The other team has uncoordinated outfits, but cover their torsos with faded black mesh tank tops called pinnies.

After about 20 minutes of practice shooting hoops and joking, the game started Wednesday in the Texas Woman’s University Fitness and Recreation Center.

The game was pre-organized, and the pinnies were the home team, a group of veterans with physical disabilities and their trainers from Adaptive Training Foundation in Dallas. They faced all able-bodied, athletic men from the SWAT team — and every person on the court was in a wheelchair designed for basketball.

Coordinated by Project INVEST (Injured Veterans Entering Sports Training) at TWU, the game was the third annual Battle of the Backboards, where injured veterans face off with first responders in a game of wheelchair basketball.

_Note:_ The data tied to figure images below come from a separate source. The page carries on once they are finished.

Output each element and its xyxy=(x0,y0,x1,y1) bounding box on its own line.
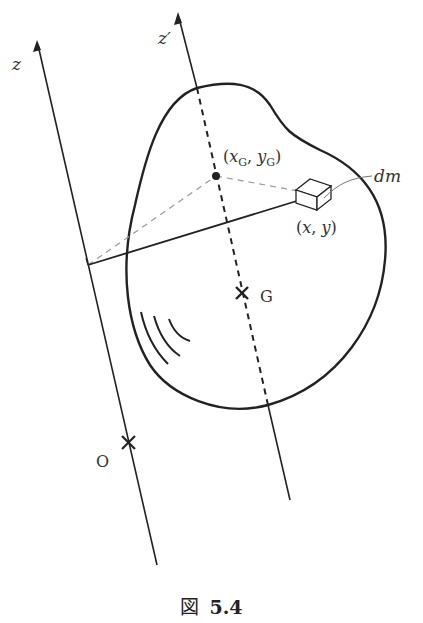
rigid-body-axis-diagram: z z′ (xG, yG) dm (x, y) G xyxy=(0,0,423,623)
figure-caption: 図5.4 xyxy=(0,592,423,619)
element-coords-label: (x, y) xyxy=(296,218,337,237)
z-prime-axis-arrow-icon xyxy=(174,12,182,25)
z-prime-axis xyxy=(174,12,290,500)
rotation-arcs-icon xyxy=(141,312,190,364)
centroid-dot xyxy=(212,172,220,180)
guide-line-axis-to-centroid xyxy=(88,176,216,265)
z-axis-label: z xyxy=(11,54,22,74)
origin-label: O xyxy=(96,452,109,471)
z-axis xyxy=(33,40,157,565)
center-of-mass-label: G xyxy=(260,287,273,306)
mass-element-cube-icon xyxy=(296,179,331,210)
mass-element-label: dm xyxy=(374,166,401,186)
caption-number: 5.4 xyxy=(209,596,242,618)
centroid-coords-label: (xG, yG) xyxy=(223,147,281,169)
z-axis-arrow-icon xyxy=(33,40,41,52)
center-of-mass-cross-icon xyxy=(236,287,248,299)
z-prime-axis-label: z′ xyxy=(157,28,171,48)
distance-line-z-to-element xyxy=(88,200,300,265)
guide-line-centroid-to-element xyxy=(216,176,298,191)
caption-prefix: 図 xyxy=(180,596,199,618)
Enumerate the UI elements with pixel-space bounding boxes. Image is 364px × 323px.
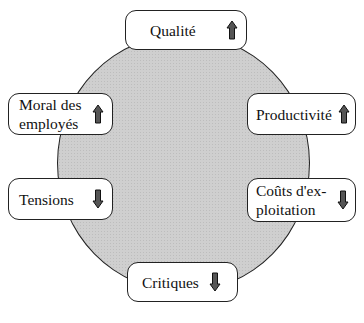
box-tensions: Tensions	[8, 178, 113, 220]
box-couts: Coûts d'ex- ploitation	[247, 178, 356, 222]
arrow-down-icon	[92, 189, 104, 209]
label-critiques: Critiques	[142, 273, 203, 292]
label-qualite: Qualité	[150, 21, 220, 40]
arrow-down-icon	[337, 190, 349, 210]
central-circle	[57, 34, 310, 292]
label-moral-line2: employés	[19, 115, 78, 132]
box-moral: Moral des employés	[8, 93, 113, 135]
label-moral-line1: Moral des	[19, 96, 81, 113]
arrow-up-icon	[338, 104, 350, 124]
label-couts-line2: ploitation	[256, 201, 315, 218]
arrow-up-icon	[226, 20, 238, 40]
arrow-up-icon	[92, 104, 104, 124]
box-productivite: Productivité	[247, 93, 356, 135]
arrow-down-icon	[209, 272, 221, 292]
box-critiques: Critiques	[127, 262, 238, 302]
box-qualite: Qualité	[125, 10, 247, 50]
label-couts-line1: Coûts d'ex-	[256, 182, 326, 199]
label-productivite: Productivité	[256, 105, 336, 124]
label-tensions: Tensions	[19, 190, 86, 209]
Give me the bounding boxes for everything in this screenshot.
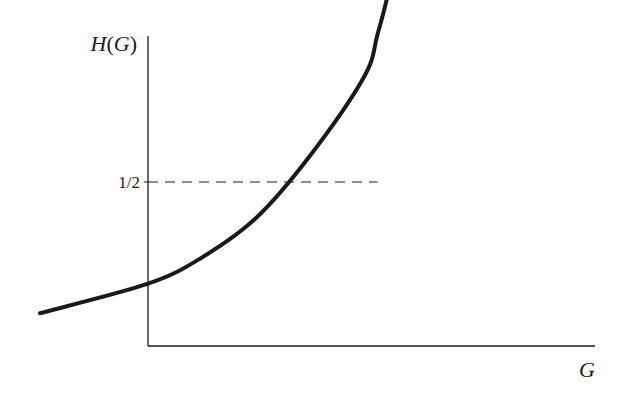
y-label-arg: G — [114, 31, 130, 56]
y-tick-label-half: 1/2 — [118, 173, 140, 192]
chart: H(G) 1/2 G — [0, 0, 624, 399]
y-label-func: H — [90, 31, 108, 56]
y-axis-label: H(G) — [90, 31, 137, 56]
y-label-close: ) — [130, 31, 137, 56]
y-label-open: ( — [106, 31, 113, 56]
x-axis-label: G — [579, 357, 595, 382]
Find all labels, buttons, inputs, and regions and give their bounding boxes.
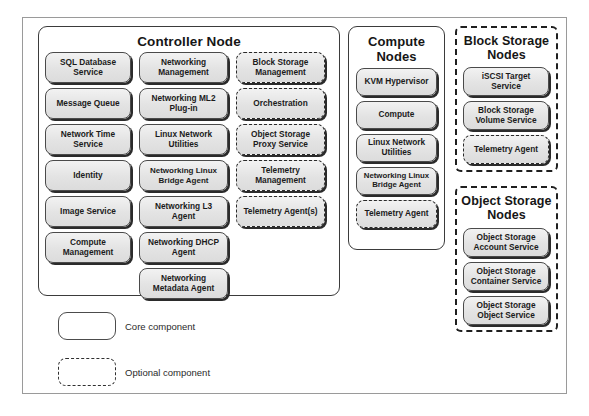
component-telemetry-agents[interactable]: Telemetry Agent(s) xyxy=(236,196,325,227)
component-identity[interactable]: Identity xyxy=(45,160,131,191)
component-networking-l3-agent[interactable]: Networking L3 Agent xyxy=(139,196,228,227)
component-networking-linux-bridge-agent[interactable]: Networking Linux Bridge Agent xyxy=(139,160,228,191)
component-compute[interactable]: Compute xyxy=(356,101,437,129)
group-title-compute-nodes: Compute Nodes xyxy=(349,35,444,64)
component-compute-networking-linux-bridge-agent[interactable]: Networking Linux Bridge Agent xyxy=(356,167,437,195)
component-network-time-service[interactable]: Network Time Service xyxy=(45,124,131,155)
component-compute-linux-network-utilities[interactable]: Linux Network Utilities xyxy=(356,134,437,162)
component-object-storage-proxy-service[interactable]: Object Storage Proxy Service xyxy=(236,124,325,155)
legend-label-core: Core component xyxy=(125,321,195,332)
component-networking-management[interactable]: Networking Management xyxy=(139,52,228,83)
component-object-storage-account-service[interactable]: Object Storage Account Service xyxy=(463,228,549,257)
component-networking-metadata-agent[interactable]: Networking Metadata Agent xyxy=(139,268,228,299)
component-message-queue[interactable]: Message Queue xyxy=(45,88,131,119)
group-title-object-storage-nodes: Object Storage Nodes xyxy=(457,194,556,222)
component-networking-ml2-plugin[interactable]: Networking ML2 Plug-in xyxy=(139,88,228,119)
group-title-block-storage-nodes: Block Storage Nodes xyxy=(457,34,556,62)
group-title-controller-node: Controller Node xyxy=(39,34,339,49)
component-block-storage-telemetry-agent[interactable]: Telemetry Agent xyxy=(463,135,549,164)
component-iscsi-target-service[interactable]: iSCSI Target Service xyxy=(463,67,549,96)
component-block-storage-volume-service[interactable]: Block Storage Volume Service xyxy=(463,101,549,130)
component-compute-management[interactable]: Compute Management xyxy=(45,232,131,263)
component-block-storage-management[interactable]: Block Storage Management xyxy=(236,52,325,83)
component-object-storage-object-service[interactable]: Object Storage Object Service xyxy=(463,296,549,325)
component-sql-database-service[interactable]: SQL Database Service xyxy=(45,52,131,83)
component-object-storage-container-service[interactable]: Object Storage Container Service xyxy=(463,262,549,291)
component-networking-dhcp-agent[interactable]: Networking DHCP Agent xyxy=(139,232,228,263)
component-linux-network-utilities[interactable]: Linux Network Utilities xyxy=(139,124,228,155)
component-orchestration[interactable]: Orchestration xyxy=(236,88,325,119)
component-kvm-hypervisor[interactable]: KVM Hypervisor xyxy=(356,68,437,96)
component-telemetry-management[interactable]: Telemetry Management xyxy=(236,160,325,191)
legend-label-optional: Optional component xyxy=(125,367,210,378)
component-compute-telemetry-agent[interactable]: Telemetry Agent xyxy=(356,200,437,228)
architecture-diagram: Controller Node SQL Database Service Mes… xyxy=(0,0,589,416)
legend-swatch-core xyxy=(58,312,116,340)
component-image-service[interactable]: Image Service xyxy=(45,196,131,227)
legend-swatch-optional xyxy=(58,358,116,386)
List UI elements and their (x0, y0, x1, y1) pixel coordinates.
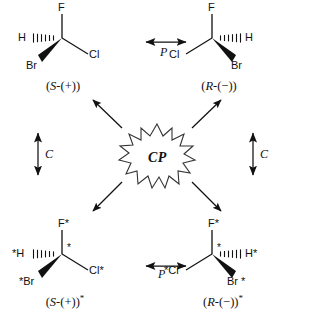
cp-arrow-up-left (93, 100, 122, 128)
cp-arrow-up-right (192, 100, 221, 128)
cp-arrow-down-left (93, 182, 122, 211)
parity-label-bottom: P (158, 268, 165, 280)
cp-arrow-down-right (192, 182, 221, 211)
conjugation-label-left: C (45, 148, 53, 160)
cp-center-label: CP (148, 151, 167, 165)
cp-symmetry-diagram: F H Br Cl (S-(+)) F Cl H Br (0, 0, 314, 316)
conjugation-label-right: C (260, 148, 268, 160)
parity-label-top: P (160, 46, 167, 58)
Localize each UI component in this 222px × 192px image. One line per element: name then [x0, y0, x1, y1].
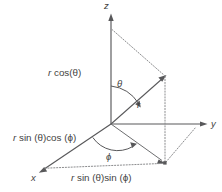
xy-plane-point-marker — [163, 161, 166, 164]
z-axis-label: z — [104, 1, 109, 11]
z-to-point-dotted-line — [112, 30, 165, 76]
plane-to-y-axis-dotted-line — [166, 127, 196, 162]
x-component-label: r sin (θ)cos (ϕ) — [13, 133, 76, 143]
y-axis-arrowhead — [200, 121, 208, 126]
z-component-expression: cos(θ) — [51, 67, 81, 78]
x-axis-to-plane-dotted-line — [45, 163, 164, 168]
theta-angle-arc — [111, 86, 139, 103]
x-axis-line — [44, 124, 112, 170]
spherical-coordinates-diagram: z y x θ ϕ r r cos(θ) r sin (θ)cos (ϕ) r … — [0, 0, 222, 192]
diagram-canvas — [0, 0, 222, 192]
axis-group — [39, 14, 208, 173]
xy-projection-group — [111, 124, 166, 164]
r-vector-label: r — [137, 100, 140, 110]
xy-projection-line — [111, 124, 162, 161]
construction-lines-group — [45, 30, 196, 169]
y-component-expression: sin (θ)sin (ϕ) — [74, 172, 131, 183]
y-component-label: r sin (θ)sin (ϕ) — [71, 173, 131, 183]
z-axis-arrowhead — [108, 14, 113, 22]
z-component-label: r cos(θ) — [48, 68, 81, 78]
x-component-expression: sin (θ)cos (ϕ) — [16, 132, 76, 143]
y-axis-label: y — [211, 119, 216, 129]
theta-angle-label: θ — [117, 79, 122, 89]
phi-angle-arc — [93, 138, 133, 151]
phi-angle-label: ϕ — [106, 152, 111, 162]
x-axis-label: x — [31, 173, 36, 183]
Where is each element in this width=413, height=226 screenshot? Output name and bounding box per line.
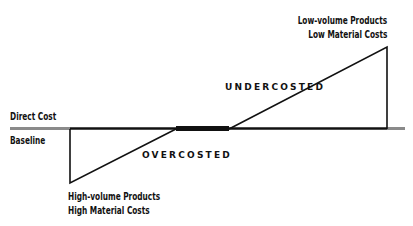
high-volume-label-line2: High Material Costs [68, 204, 150, 217]
undercosted-label: UNDERCOSTED [225, 82, 325, 92]
overcosted-label: OVERCOSTED [142, 150, 232, 160]
low-volume-label-line1: Low-volume Products [297, 14, 387, 27]
high-volume-label-line1: High-volume Products [68, 190, 160, 203]
direct-cost-label: Direct Cost [10, 110, 56, 123]
baseline-label: Baseline [10, 134, 45, 147]
low-volume-label-line2: Low Material Costs [308, 28, 387, 41]
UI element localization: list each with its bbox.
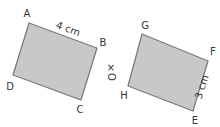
vertex-label-a: A — [24, 8, 31, 19]
center-point-marker-icon: × — [107, 62, 115, 73]
vertex-label-h: H — [120, 90, 128, 101]
center-point-label-o: O — [106, 73, 117, 81]
vertex-label-g: G — [141, 20, 149, 31]
vertex-label-b: B — [100, 37, 107, 48]
vertex-label-f: F — [210, 46, 216, 57]
vertex-label-e: E — [192, 115, 198, 126]
rectangle-abcd — [13, 23, 97, 100]
rectangle-efgh — [128, 34, 208, 111]
vertex-label-c: C — [77, 104, 84, 115]
vertex-label-d: D — [6, 81, 14, 92]
geometry-figure: A B C D G F E H 4 cm 3 cm × O — [0, 0, 220, 127]
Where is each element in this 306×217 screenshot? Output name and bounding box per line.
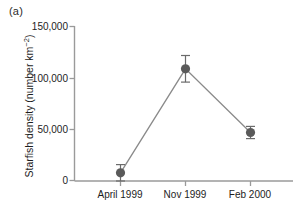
series-line [121,69,251,173]
data-point-marker [181,64,190,73]
data-point-marker [246,128,255,137]
figure-panel-a: (a) Starfish density (number km−2) 150,0… [0,0,306,217]
plot-area [0,0,306,217]
x-tick-label: Feb 2000 [210,189,290,200]
data-point-marker [116,168,125,177]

The project works with various veteran organizations and military bases to help reintegrate military members with disabilities into society through adaptive sports, said Ronald Davis, a TWU professor who heads the program.

“We want everyone to think about sports being sports, whether you’re in a wheelchair or not,” Davis said. “For [the veterans] it’s about the normality and being accepted in a normal environment, and getting them out and engaged.”

Some of the players are in a nine-week training course for veterans and civilians with disabilities at the Adaptive Training Foundation, and others were alumni of the program.

The free program, led by David Vobora, works with 10 veterans every nine weeks once they’re done with physical therapy to help “restore, recalibrate and redeploy” them as athletes, he said.

“I was an NFL player, and I suck at wheelchair basketball. It’s amazing because this group can do things I can’t do and that challenges me,” Vobora said. “I feel like it’s a huge paradigm shift when you stop saying words like heal and recover and start using words like compete. It’s utilizing good pain to push out bad pain and empowering them through competition.”

While many of the veterans were familiar with using the adaptive wheelchairs, it was a learning curve for the SWAT team, said Lt. Henry Lucio. They worked with the chairs for about 20 minutes before the game, and walked away physically drained, he said.

“It was totally different,” Lucio said of playing basketball in a wheelchair. “My arms are still tight. I’m sure everybody else’s arms feel like rubber bands.”

Lucio said the team had training in the morning so participating seemed like a good team building exercise and a way to get involved with veterans in the community.

“There are some great athletes over there,” Lucio said after the veterans beat his team 24-16. “They’re not letting their disability slow them down one bit.”